Located a staged file that should be encrypted:
> .bashrc
.bashrc
Encryption successful
The pre-commit hook will work for making sure the secrets are encrypted,
but I actually want to immediately decrypt those secrets once the commit
is completed, so I can use them locally, modify them, etc. If I copy
pre-commit
to a file post-commit
and make
these changes, this should accomplish it:
#!/bin/sh
# ~/.githooks/post-commit
set -o nounset
FILE_PATTERN=".bashrc|.env"
ENCRYPTED_PATTERN="$ANSIBLE_VAULT"
decrypt_if_needed() {
local file=$1
if git show :"$file" | grep --quiet "^${ENCRYPTED_PATTERN}"; then
echo "Located a committed file that should be decrypted:
> ${file}
"
decrypt $file
fi
}
decrypt() {
local file=$1
echo "$file";
password_type=--ask-vault-password
if [ -f "$HOME/.vault_password" ]
then
password_type="--vault-password-file $HOME/.vault_password"
fi
ansible-vault decrypt $password_type $file
}
echo "Running post-commit checks..."
files=$(ls -a | grep "${FILE_PATTERN}")
for file in $files; do
echo $file
decrypt_if_needed $file
done
Now, when .bashrc
is unencrypted, this is what happens on
commit:
$ git add --all && git commit -m "first"
Running pre-commit checks...
Located a staged file that should be encrypted:
> .bashrc
.bashrc
Encryption successful
Running post-commit checks...
.bashrc
Located a committed file that should be decrypted:
> .bashrc
.bashrc
Decryption successful
[trunk 0798892] first
$ git status
On branch trunk
Changes not staged for commit:
(use "git add <file>..." to update what will be committed)
(use "git restore <file>..." to discard changes in working directory)
modified: .bashrc
no changes added to commit (use "git add" and/or "git commit -a")
$ cat .bashrc
export OPENAI_KEY="sk-hithisisntreallymykey0Kivelearnedmylesson"
The secret file is unencrypted and there's an unstaged change to it.
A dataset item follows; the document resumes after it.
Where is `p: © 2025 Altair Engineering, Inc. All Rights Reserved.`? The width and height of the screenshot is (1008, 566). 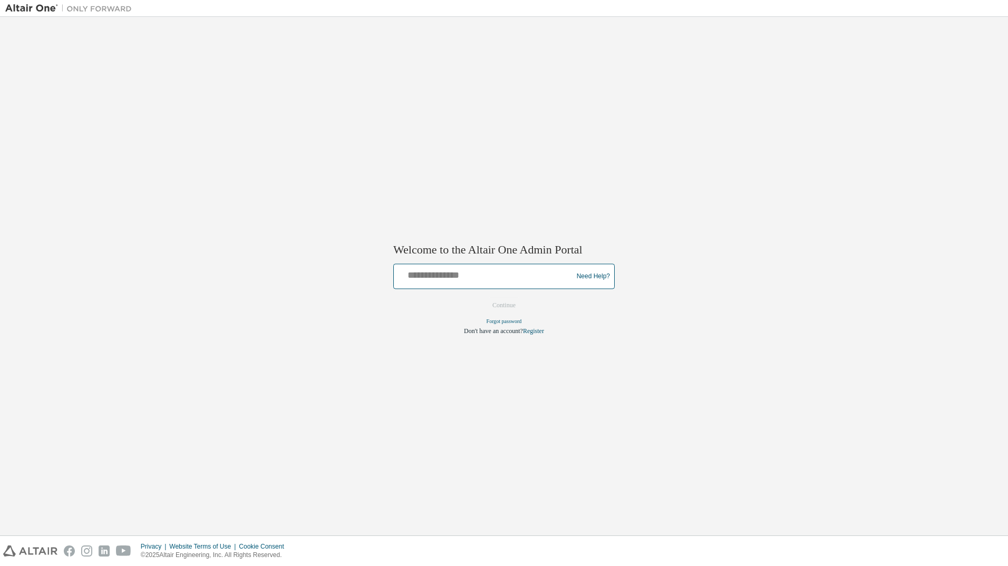
p: © 2025 Altair Engineering, Inc. All Rights Reserved. is located at coordinates (216, 555).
This is as expected, since the post-commit hook decrypted it. Not a 100% perfect solution since I'll constantly have unstaged changes showing for my secret files, but I'm willing to live with it.
One flaw I can't live with is that if I check out a different branch or commit of this repo, the secrets-containing files will be encrypted. This will also happen when pulling from a remote repo.
I'm pretty sure the quick solution for this is:
$ cp ~/.githooks/post-commit ~/.githooks/post-checkout
$ cp ~/.githooks/post-commit ~/.githooks/post-merge
It works perfectly for checkout, but I haven't tested it for pull/merge yet.
I think this will suffice for automatically encrypting secrets on
commit. The biggest point of failure is FILE_PATTERN
, which
I'll have to be mindful of and modify as needed.